It is not uncommon for patients to present their physicians some sort of ailment. Whatever the cause for the visit, this becomes an excellent opportunity to discuss cancer screening recommendations. During this visit, the patient is probably wanting advice on what needs to be evaluated and the physician is attempting to define individual risks and screening needs based on the patients family history and present medical history.
The purpose of this dissertation is not to cover the screening recommendations for every disease process, but to be a guide for the more common cancer screening needs. It is imperative to note that screening needs may vary from person to person, depending on inherent risk factors, and that patient individual needs should be discussed with their physician. The following guidelines are intended to prompt discussion between patients and their physicians on an individual basis:
BREAST CANCER is one of the most feared cancer types for a multitude of reasons. The familial predisposition certainly adds to the anxiety of this dreaded cancer. Breast cancer compromises a triad of screening. There are no evidence–based recommendations on age to initiate self breast exams, but they should probably start in the early twenties. Self breast exams appear to remain equivocal as to its utility in reducing mortality; however, it continues to be encouraged for a multitude of reasons. In some circumstances, it is the point of identification. Clinical breast exam, in combination with mammography, does demonstrate improved detection of breast cancer at earlier stages, compared to clinical breast exam alone. Current mammographic recommendations are to begin at age forty, with a few exceptions, and clinical breast exams should be conducted yearly. Other modalities include ultrasonograghy which is used as an adjunct to palpable or mammographically identified masses. Magnetic resonance imaging has been used to aid in evaluation of palpable masses, and to better delineate between cancer and scar. A hot topic is that of digital mammography. It is important to note that both digital and film mammography utilize radiation, and the only difference is the medium on which they are recorded. There is some new evidence suggesting that digital mammography may have benefits in younger women in the setting of dense breasts typically found in pre–menopausal women. There is no distinct age to discontinue mammographic screening and should again be individualized.
CERVICAL CANCER screening is performed via a Papanicolao (Pap) test. Although there are no randomized controlled trials evaluating the Pap test, a large body of observational data have demonstrated its merit. Both incidence and mortality, have significant declines in Finland and Sweden over a twenty year period. Based on current recommendations Pap screening should initiate within three years of first vaginal intercourse, or twenty–one years of age. Evidence also suggests that the yearly interval could be extended to every two to three years with prior negative results. The National Cancer Institute also notes that women with prior hysterectomy for benign disease, have an extremely low prevalence of abnormal findings on Pap smears, suggesting a very low yield for Papanicolao screening. Guidelines are being formulated for this patient group, until then discussion with health care provider is recommended. Women age 65 to 70 with three normal Paps and no abnormal Pap in ten years may consider discontinuation of screening. It would be impossible not to mention HPV, human papilloma virus, in light of the recent controversies. Without further controversy, it safe to say that much benefit has come of the recent debates. Public awareness of the relationship between cervical cancer and HPV is now on the front page, hopefully reducing cervical cancer risk through awareness and education, if not through vaccination.
COLORECTAL CANCER, another cancer with familial predisposition, requires routine interval screening. Colon cancer, as many other cancer types, increases with age. The age for initiating screening has been determined to be age 50 for the general population. Screening includes a colonoscopy every ten years if initial screening is normal. Alternatives to a colonoscopy include Flexible Sigmoidoscopy every five years or an air contrast barium enema also at a five year interval if normal. All of the above modalities include yearly fecal occult blood testing. This test requires a stool specimen be submitted for occult blood examination. The age for initiation of screening and for the above interval are for individuals with normal risks. Family history of colon cancer may warrant earlier screening. New technology is being developed and newer screening tools may be in the future. The virtual colonoscopy which involves a micro camera passing through the gastrointestinal tract, remains controversial and is not yet part of the recommended screening armamentarium.
LUNG CANCER screening and testing poses a challenge for both patient and doctor. Thus far, current evidence has not demonstrated any screening tool to effectively reduce mortality from lung cancer. Prudence would dictate that presently the best mechanism of lung cancer reduction is to reduce environmental carcinogens, and to perform diagnostic work up when indicated.
PROSTATE CANCER screening recommendations vary. Some entities suggesting earlier screening via PSA and digital rectal exam in high risk groups, beginning at age forty, and others recommending the same screening to begin at age fifty. Medicare, the largest insurer, allows for PSA testing yearly after the age of fifty.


__Exercise brief__.
Your answer needs to include each line of the records in which the string "luminous" can be found.

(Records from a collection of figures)

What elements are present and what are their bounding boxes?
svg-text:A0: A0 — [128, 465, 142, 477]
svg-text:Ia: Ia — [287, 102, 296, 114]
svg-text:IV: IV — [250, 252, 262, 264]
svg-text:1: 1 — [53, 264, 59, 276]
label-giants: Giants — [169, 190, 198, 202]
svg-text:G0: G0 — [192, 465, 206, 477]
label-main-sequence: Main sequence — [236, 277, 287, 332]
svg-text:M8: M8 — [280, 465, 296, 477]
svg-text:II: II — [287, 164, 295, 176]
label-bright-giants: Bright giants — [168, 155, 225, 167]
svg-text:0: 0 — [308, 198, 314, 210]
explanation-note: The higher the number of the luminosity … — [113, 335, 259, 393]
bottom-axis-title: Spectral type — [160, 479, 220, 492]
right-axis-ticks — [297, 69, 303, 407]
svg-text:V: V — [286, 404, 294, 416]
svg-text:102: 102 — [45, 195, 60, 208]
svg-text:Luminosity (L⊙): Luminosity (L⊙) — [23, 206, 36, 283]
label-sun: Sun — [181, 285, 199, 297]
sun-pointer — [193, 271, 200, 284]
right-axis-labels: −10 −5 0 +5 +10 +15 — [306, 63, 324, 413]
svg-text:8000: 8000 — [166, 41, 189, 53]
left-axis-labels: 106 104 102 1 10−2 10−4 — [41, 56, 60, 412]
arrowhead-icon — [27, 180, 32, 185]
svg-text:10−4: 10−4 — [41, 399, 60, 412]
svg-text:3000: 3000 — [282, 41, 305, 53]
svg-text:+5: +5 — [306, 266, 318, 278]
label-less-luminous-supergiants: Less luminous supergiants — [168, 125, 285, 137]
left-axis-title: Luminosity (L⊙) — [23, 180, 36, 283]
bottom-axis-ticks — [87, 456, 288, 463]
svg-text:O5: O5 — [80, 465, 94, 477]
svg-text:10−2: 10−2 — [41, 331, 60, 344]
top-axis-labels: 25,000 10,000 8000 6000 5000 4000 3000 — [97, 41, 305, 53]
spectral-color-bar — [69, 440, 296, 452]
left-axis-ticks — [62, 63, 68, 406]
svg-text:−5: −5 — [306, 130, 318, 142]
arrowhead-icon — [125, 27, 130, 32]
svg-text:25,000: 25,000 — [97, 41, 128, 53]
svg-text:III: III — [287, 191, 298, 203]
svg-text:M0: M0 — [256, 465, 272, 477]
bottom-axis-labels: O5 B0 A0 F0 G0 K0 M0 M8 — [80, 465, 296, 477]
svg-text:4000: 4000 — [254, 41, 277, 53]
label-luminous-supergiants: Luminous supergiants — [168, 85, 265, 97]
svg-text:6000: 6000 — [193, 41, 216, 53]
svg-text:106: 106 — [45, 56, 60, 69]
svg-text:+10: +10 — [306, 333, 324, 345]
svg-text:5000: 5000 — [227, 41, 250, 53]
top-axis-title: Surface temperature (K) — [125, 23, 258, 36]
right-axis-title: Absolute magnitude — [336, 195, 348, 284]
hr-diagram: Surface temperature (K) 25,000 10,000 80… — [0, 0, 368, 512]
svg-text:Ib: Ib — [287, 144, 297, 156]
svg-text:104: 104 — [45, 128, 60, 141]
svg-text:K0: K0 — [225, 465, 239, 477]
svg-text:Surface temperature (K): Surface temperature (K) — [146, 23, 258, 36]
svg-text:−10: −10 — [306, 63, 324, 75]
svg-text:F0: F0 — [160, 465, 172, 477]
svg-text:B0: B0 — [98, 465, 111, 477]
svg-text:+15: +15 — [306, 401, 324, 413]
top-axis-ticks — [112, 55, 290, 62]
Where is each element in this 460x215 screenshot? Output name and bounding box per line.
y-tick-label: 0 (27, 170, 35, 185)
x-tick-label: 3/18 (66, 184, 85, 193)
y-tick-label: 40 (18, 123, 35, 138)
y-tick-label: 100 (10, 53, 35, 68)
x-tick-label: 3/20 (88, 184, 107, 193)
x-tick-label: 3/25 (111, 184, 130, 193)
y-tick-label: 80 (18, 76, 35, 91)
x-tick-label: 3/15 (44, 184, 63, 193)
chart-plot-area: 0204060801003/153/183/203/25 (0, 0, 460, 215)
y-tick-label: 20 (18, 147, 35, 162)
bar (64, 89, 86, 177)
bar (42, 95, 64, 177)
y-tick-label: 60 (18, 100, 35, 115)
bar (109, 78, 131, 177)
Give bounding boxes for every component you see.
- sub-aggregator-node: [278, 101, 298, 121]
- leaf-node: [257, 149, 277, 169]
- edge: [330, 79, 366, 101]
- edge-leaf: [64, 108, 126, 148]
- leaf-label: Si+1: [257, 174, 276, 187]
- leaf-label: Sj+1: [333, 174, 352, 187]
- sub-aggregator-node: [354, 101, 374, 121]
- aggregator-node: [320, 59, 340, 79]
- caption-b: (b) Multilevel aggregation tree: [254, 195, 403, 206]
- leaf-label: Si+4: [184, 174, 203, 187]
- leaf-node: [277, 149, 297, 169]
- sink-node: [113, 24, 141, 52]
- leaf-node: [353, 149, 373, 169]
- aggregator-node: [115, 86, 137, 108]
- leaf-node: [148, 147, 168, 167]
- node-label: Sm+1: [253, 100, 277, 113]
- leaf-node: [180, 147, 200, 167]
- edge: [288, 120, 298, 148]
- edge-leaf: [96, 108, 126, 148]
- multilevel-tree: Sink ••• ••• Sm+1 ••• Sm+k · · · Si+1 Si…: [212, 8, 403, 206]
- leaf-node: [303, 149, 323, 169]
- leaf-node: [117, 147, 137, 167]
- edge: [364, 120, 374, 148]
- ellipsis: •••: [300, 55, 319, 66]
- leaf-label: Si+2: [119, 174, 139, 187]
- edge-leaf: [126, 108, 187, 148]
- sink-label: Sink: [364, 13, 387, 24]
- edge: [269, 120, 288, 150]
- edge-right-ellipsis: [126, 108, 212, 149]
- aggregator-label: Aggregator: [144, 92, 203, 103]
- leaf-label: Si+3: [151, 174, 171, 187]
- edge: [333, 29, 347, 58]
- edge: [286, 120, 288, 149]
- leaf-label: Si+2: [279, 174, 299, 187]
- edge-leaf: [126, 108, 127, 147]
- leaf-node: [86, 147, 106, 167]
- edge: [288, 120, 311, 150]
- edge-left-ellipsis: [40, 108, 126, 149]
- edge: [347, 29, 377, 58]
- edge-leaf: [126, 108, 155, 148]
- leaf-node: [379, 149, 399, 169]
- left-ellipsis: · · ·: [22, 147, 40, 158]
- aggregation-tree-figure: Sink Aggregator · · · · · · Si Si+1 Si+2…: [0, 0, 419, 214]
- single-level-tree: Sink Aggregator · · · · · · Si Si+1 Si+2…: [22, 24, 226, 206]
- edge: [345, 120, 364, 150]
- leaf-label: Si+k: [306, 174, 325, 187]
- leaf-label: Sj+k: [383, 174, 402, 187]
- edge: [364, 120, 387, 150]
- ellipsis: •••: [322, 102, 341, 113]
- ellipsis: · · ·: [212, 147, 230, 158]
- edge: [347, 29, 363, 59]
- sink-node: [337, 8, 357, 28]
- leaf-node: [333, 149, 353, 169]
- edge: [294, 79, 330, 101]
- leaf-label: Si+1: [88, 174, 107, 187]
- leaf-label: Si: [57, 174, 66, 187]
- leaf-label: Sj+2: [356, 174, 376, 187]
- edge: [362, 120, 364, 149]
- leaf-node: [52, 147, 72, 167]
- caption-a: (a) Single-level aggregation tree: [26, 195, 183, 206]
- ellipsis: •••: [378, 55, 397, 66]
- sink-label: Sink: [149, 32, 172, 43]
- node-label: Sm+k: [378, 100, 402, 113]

__Response below__.
label-less-luminous-supergiants: Less luminous supergiants — [168, 125, 285, 137]
label-luminous-supergiants: Luminous supergiants — [168, 85, 265, 97]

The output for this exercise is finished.